Post 193.

In Trinidad, if you are an Indian woman, and you don’t like doubles, curry, Bollywood films, pepper or big river limes with rum and loud chutney-soca music, you don’t practice any religion, lack all deference to patriarchal authority, and you made a Dougla baby with an Afro-Trinidadian man who is a DJ, not even a doctor or lawyer, people of all ethnicities often openly and genuinely ask, ‘What kind of Indian are you?’

It’s understandable. I’ve been asking myself this question since 1995, when I returned to live in Trinidad from an adolescence spent in Barbados and Canada. Never really feeling like I was a real Indian because I didn’t end up naturally connecting to typical cultural, religious, familial or other kinds of practices and traditions, I used my Mphil thesis to explore how other young women were living Indian femininity at the turn of century. I administered questionnaires to more than eighty Indian girls in four high schools at the foot of the Northern Range, conducted participant-observation in religious and cultural settings, and even became Ms. Mastana Bahar, for the ethnographic experience.

I learned a lot about young Indian womanhood, but it didn’t make me feel more authentic. Eventually, I stopped wondering, taken up with feminist movement-building, LGBT rights, environmental concerns, rapso, general irreverence to the state and status quo, and continued research on Indo-Trinidadian Muslim women, mas makers and women in politics. Increasingly confident about what it meant to be Indian for myself, inside I still doubted that my criteria would be approved if nice Muslim or pious Hindu women, or Indian men, saw below my appearance and respectable surface.

Then Ziya was born. It took me until this month to realize this, but I became Indian at that moment in 2010. No matter how little I felt I fit expectations, as a Dougla, Ziya was so much more disavowed, her belonging to Indianness so much more complicated because of her mixed hair, her African features, and her lack of cultural and biological belonging to either Indian or African identities.

In comparison to her, I was not only Indian, my body was a privileged representation. I would always be read as an Indian woman, even if I wasn’t the approved kind. Would she ever be accepted as negotiating and articulating her own experience of Indian womanhood in the Caribbean? Like many Douglas, would she end up identifying only as mixed or African, not also as Indian, disconnecting from part of herself and all of me?

That is the last thing I want. I had chosen aspects of Indianness for myself, as Indian women do, investing in family history, wearing shalwars to work rather than on assigned national days, ritualizing wedding mehindi on my anniversaries, wearing silver bracelets as symbolic reminders of how once indentured women invested jewelry with their own multiple meanings.

Yet, when Zi was born, making sure that she grew up knowing that she should be able to claim Indianness as much as me, on terms not set by religion, tradition, myths of racial purity or male authority, became so much more important. For four years, I’ve been thinking about Indo-Caribbean feminisms, and it only just occurred to me why.

Now Indian, what does that mean for my politics, and my commitment to cross-race and cross-class solidarities, particularly among women? What does it mean to be Indian, feminist and Caribbean? And, what are my responsibilities for ensuring that Indianness can be claimed just as much by descendents such as Ziya?

Now, when people respond to my writing on Indo-Caribbean feminisms by pressing, why not just be Caribbean, why you want to make being Indian matter, I quietly wonder if they see the body I live in, and if they yet understand that we all have a right to explore the particularities of our experience.

I quietly imagine how different Ziya’s experience of her body, as also Indian, will be from mine.

I take notes in my head about how much more there is to learn about Indian women, whether mixed or in mixed relationships, lesbians, mothers, panditas, feminists or hijabistas, as we reflect on the combination of personal, intellectual and political in our contemporary selves and life-long journeys.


_Task details_
Exercise in exact copying. Transcribe every entry that follows, word for word.
....
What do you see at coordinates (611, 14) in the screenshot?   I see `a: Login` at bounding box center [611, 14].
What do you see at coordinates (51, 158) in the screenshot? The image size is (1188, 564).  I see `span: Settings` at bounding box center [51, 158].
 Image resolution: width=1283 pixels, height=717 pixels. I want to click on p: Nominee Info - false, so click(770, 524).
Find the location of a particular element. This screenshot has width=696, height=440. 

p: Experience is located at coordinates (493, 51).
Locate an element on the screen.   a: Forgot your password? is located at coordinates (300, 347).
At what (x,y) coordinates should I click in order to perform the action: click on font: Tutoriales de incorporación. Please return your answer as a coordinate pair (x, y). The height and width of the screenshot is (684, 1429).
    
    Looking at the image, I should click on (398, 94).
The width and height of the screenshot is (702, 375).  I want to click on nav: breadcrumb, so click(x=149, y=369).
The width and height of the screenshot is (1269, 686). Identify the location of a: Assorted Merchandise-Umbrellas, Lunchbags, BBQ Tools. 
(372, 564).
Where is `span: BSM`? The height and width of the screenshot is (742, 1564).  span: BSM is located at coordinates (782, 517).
....
_Completed exercise_
What do you see at coordinates (611, 14) in the screenshot?   I see `a: Login` at bounding box center [611, 14].
What do you see at coordinates (51, 158) in the screenshot? The image size is (1188, 564).  I see `span: Settings` at bounding box center [51, 158].
 Image resolution: width=1283 pixels, height=717 pixels. I want to click on p: Nominee Info - false, so click(770, 524).
Find the location of a particular element. This screenshot has width=696, height=440. 

p: Experience is located at coordinates (493, 51).
Locate an element on the screen.   a: Forgot your password? is located at coordinates (300, 347).
At what (x,y) coordinates should I click in order to perform the action: click on font: Tutoriales de incorporación. Please return your answer as a coordinate pair (x, y). The height and width of the screenshot is (684, 1429).
    
    Looking at the image, I should click on (398, 94).
The width and height of the screenshot is (702, 375).  I want to click on nav: breadcrumb, so click(x=149, y=369).
The width and height of the screenshot is (1269, 686). Identify the location of a: Assorted Merchandise-Umbrellas, Lunchbags, BBQ Tools. 
(372, 564).
Where is `span: BSM`? The height and width of the screenshot is (742, 1564).  span: BSM is located at coordinates (782, 517).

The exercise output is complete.